I first came across The Master and Margarita – considered to be one of the finest novels to come out of the Soviet Union – as a performance student at Goldsmiths and a lover of magical realism. I immediately fell into Bulgakov’s wild and dangerous world of talking cats, decapitations, magic shows, Satan’s midnight ball and plenty of vodka. I was hooked, reading it multiple times throughout my third year and even created a performance reimagining Margarita’s transformation into a witch.

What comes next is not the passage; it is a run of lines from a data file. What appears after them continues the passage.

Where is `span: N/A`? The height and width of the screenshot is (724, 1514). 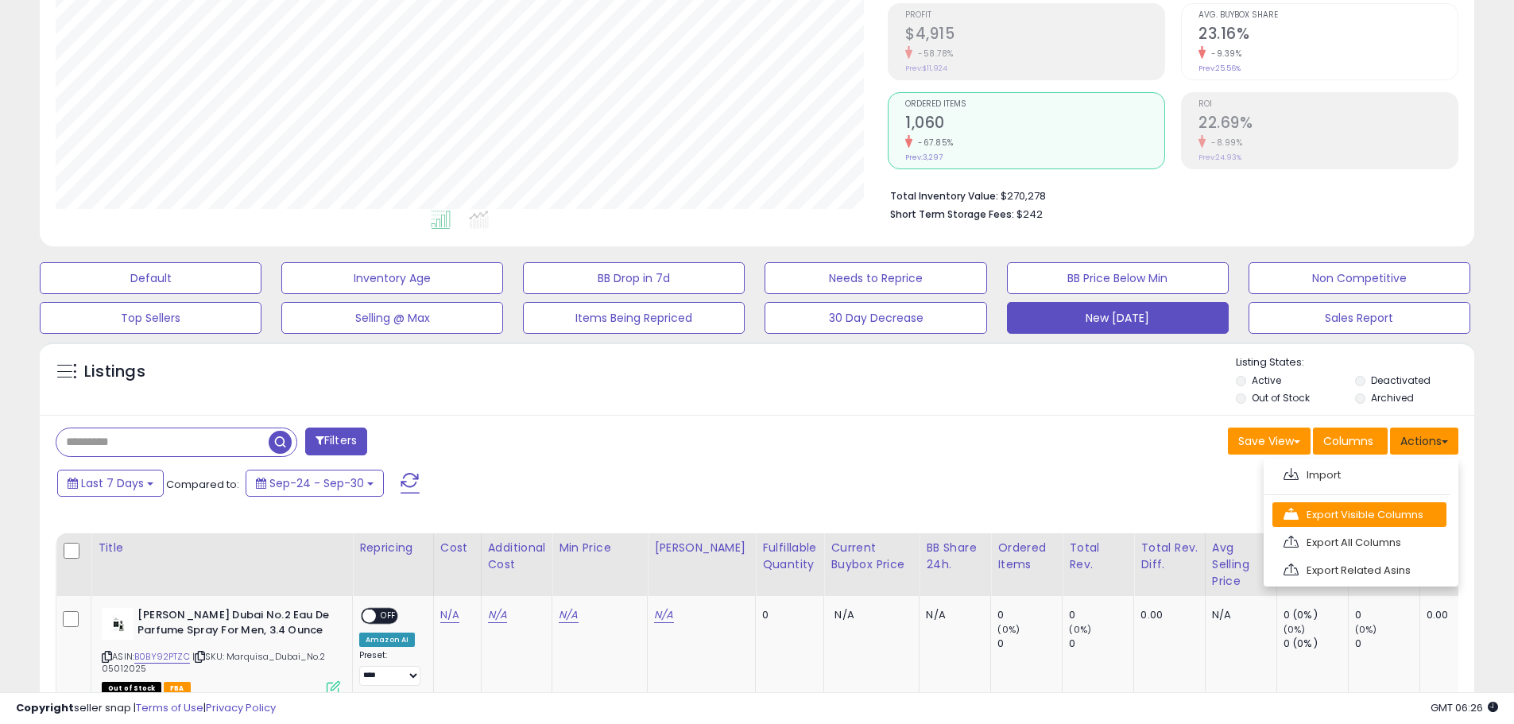
span: N/A is located at coordinates (844, 614).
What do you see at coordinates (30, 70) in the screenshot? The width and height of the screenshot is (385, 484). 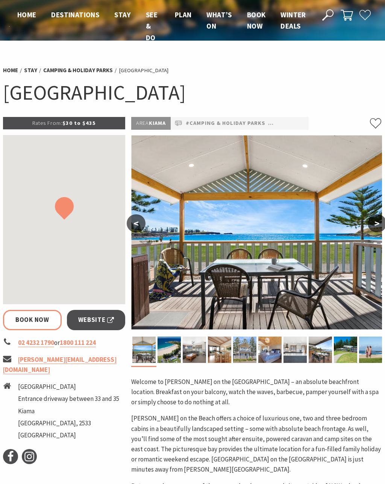 I see `a: Stay` at bounding box center [30, 70].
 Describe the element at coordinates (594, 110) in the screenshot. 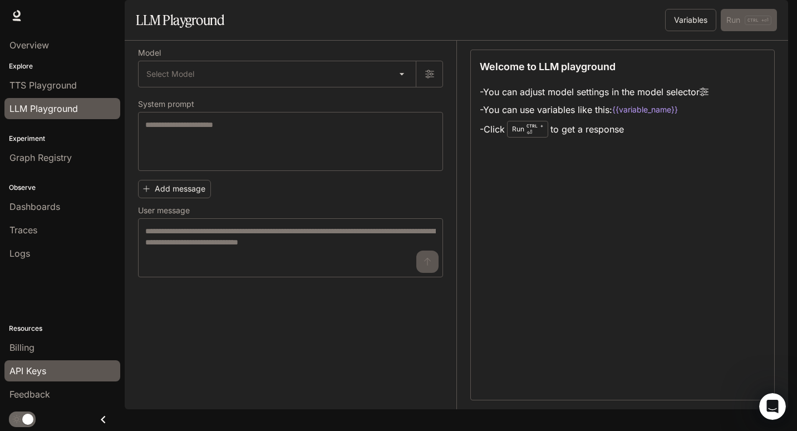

The forward to the 1997 translation of the novel reads: “Mikhail Bulgakov worked on this luminous book throughout one of the darkest decades of the century. His last revisions were dictated to his wife a few weeks before his death in 1940 at the age of forty-nine. For him, there was never any question of publishing the novel. The mere existence of the manuscript, had it come to the knowledge of Stalin’s police, would almost certainly have led to the permanent disappearance of its author.”

Faced with persecution, Bulgakov burned the first manuscript of The Master and Margarita, only to re-write it later from memory. It was eventually published nearly three decades after his death and since then “manuscripts don’t burn”, a famous line from the book, has come to symbolise the power and determination of human creativity against oppression.

Great literature and great ideas will always survive.


What’s it like to be an author of a banned or challenged book? How can librarians support authors who find themselves in this situation? To mark Banned Books Week, Vicky Baker, deputy editor of Index on Censorship magazine, will chair an online discussion with three authors on 29 September, followed by a Q&A. It is free to join, although attendees must register in advance.